Due to Covid, the BT Young Scientist and Technology Exhibition 2022 was held virtually this year.

However, that did not stop over 500 projects from being showcased at BT’s Virtual Portal, of which two projects are from Mountrath Community School.

Courtney Chambers and Luke Carroll, two TY students at Mountrath, were fortunate enough to have their projects displayed this year.

Courtney’s project, an intervention study, entitled “A Statistical Analysis on the Influence of Anti-Racist Education on Transition Year Students” aims to investigate the influence of classroom based educational interventions on Students in the Middle Adolescent Age group.

Courtney was inspired by her past work with both the ESRI and the ISSU on Senior Cycle reform, Equality within Education and the State Exams Crisis.

In her research, Courtney found that when students were educated on Racism, they developed a better understanding of Racism, through an effect known as the Dr Fox effect.

Courtney used a wilcoxon signed ranks test to analyse her results through SPSS software via her mentor Dr Sarah Foley (applied psychology UCC).

Courtney would like to extend her gratitude to her mentor and teachers for all their help on the project.

Luke’s project’s objective was to investigate the views of different Irish youths on flags and symbols.

Luke chose this topic because he often watched the news and saw different groups of people treating symbols very differently from each other.

It all came together when on the news, he saw a young American treating the American flag as a sacred object while the next section showed a young group of Iraqi’s burning the American flag in the street. This made me ask “what do young people think of these symbols?”.

Luke designed a survey to answer this question and he used emails, announcements, google classrooms, and word of mouth to get as many people to fill out the survey as he could. Luke ended up getting 214 respondents for his survey.

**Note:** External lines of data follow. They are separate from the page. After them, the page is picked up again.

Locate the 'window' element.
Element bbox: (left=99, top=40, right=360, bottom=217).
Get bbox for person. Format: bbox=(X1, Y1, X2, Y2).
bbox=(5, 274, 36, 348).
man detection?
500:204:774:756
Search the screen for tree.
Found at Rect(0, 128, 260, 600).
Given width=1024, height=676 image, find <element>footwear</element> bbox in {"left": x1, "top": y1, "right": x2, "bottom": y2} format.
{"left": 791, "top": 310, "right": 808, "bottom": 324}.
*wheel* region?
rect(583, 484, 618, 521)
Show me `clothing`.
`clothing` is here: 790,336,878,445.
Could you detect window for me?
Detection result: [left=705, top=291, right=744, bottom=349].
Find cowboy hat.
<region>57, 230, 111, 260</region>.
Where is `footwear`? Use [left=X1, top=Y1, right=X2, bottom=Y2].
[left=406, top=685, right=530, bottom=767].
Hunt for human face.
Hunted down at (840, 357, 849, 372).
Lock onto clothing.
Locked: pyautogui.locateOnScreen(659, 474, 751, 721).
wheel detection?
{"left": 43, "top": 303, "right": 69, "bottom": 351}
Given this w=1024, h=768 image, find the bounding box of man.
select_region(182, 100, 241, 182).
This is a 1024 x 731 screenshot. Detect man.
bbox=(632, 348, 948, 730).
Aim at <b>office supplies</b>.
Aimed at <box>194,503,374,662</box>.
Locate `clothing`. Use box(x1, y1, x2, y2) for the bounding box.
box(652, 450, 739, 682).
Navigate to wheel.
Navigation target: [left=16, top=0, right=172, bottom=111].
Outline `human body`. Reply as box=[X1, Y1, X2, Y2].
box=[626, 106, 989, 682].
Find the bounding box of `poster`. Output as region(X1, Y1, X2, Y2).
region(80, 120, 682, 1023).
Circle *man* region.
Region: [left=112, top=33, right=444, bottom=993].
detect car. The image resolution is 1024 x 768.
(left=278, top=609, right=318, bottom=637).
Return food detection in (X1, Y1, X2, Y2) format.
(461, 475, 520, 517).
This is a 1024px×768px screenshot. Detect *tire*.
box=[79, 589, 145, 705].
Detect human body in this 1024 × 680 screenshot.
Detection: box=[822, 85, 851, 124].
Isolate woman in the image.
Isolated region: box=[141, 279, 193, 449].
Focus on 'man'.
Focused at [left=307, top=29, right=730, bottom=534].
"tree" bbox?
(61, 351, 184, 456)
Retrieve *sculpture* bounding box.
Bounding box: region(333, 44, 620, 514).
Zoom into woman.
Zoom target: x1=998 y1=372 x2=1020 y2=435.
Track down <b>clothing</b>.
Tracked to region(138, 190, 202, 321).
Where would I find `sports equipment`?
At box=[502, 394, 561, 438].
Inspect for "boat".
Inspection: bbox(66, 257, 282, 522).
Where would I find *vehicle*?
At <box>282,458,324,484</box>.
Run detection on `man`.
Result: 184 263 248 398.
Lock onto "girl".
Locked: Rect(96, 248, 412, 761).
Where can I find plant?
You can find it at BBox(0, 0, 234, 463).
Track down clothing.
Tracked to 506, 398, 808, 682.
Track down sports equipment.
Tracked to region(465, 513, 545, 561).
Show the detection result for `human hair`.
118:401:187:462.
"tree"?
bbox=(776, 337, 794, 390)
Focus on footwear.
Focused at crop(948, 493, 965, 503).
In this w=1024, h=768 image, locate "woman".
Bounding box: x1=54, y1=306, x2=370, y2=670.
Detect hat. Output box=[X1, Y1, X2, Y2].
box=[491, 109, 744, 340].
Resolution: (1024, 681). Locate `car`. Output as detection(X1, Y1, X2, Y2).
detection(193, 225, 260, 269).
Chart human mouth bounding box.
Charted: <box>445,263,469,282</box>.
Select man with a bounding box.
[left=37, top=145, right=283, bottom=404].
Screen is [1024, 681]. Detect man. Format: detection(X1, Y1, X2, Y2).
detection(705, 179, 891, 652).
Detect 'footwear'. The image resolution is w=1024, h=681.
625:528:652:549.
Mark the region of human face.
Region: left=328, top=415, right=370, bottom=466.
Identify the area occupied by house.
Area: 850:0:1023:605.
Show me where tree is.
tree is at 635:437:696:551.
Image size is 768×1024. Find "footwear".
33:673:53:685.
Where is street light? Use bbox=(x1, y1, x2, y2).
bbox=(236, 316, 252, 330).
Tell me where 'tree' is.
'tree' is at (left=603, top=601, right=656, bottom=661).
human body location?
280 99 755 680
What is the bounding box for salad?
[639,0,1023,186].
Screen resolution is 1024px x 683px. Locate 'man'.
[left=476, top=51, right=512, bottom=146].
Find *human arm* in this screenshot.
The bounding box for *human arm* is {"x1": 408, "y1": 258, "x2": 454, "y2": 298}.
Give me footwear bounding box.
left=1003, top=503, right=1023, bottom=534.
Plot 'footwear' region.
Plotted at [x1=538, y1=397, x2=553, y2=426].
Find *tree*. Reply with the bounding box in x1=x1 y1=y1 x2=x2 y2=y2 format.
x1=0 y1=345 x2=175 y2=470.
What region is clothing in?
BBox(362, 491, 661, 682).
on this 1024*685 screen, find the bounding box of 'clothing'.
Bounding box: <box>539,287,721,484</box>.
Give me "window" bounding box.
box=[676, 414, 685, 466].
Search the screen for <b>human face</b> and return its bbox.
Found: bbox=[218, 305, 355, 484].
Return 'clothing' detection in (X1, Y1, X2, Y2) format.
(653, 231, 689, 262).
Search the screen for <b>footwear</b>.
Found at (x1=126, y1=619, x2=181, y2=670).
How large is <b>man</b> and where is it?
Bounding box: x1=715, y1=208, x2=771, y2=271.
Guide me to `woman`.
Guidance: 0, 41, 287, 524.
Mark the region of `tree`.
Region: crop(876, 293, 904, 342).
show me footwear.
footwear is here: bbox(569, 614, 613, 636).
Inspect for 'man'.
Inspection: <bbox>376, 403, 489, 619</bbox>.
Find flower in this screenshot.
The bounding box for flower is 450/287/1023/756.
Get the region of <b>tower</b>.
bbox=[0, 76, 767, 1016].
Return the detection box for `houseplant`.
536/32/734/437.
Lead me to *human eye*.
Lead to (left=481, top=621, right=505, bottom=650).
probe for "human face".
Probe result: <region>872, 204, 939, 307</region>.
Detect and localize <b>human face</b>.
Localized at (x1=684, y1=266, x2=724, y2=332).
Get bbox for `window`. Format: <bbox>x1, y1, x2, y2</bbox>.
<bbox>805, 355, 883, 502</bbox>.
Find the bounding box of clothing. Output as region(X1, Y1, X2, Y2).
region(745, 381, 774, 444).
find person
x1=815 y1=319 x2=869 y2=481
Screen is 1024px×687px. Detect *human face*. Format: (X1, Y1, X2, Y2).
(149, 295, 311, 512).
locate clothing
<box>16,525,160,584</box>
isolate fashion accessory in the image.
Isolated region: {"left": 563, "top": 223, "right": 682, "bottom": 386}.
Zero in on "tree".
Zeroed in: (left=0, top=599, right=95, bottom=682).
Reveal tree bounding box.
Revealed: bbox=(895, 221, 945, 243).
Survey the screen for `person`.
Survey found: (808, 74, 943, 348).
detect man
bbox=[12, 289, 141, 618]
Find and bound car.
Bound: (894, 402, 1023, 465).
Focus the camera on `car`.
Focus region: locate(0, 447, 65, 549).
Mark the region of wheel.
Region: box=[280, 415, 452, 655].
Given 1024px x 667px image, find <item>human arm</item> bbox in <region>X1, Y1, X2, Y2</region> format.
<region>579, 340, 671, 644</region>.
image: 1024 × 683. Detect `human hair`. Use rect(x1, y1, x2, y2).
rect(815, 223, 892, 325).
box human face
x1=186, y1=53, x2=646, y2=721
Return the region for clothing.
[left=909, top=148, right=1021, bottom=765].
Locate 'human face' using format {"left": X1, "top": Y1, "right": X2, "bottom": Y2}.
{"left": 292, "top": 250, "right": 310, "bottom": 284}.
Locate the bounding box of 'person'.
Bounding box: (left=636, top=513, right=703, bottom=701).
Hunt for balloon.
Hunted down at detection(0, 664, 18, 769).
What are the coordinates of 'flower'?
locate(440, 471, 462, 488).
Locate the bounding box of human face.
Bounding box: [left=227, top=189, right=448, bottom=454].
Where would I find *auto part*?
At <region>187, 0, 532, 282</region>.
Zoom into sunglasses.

Luke’s results showed that age and education, over other factors like if they are secular or religious, were the most important factors in influencing how an Irish teenager views symbols and flags.

From this, he can conclude that there would be fewer cultural misunderstandings and misinterpretations if the curriculum allowed Irish teenagers to learn more about the foreign world, and how its peoples relate to symbols.

39% of Irish teenagers view the flag of Saudi Arabia as aggressive, one person even commented “they are terrorists”. Saudi Arabia is a country of 35 million people, the overwhelmingly vast majority are not aggressive in the slightest.

Misinterpretations like this could be reduced if the findings of Luke’s research are taken into consideration when the scale of the CSPE curriculum is brought up.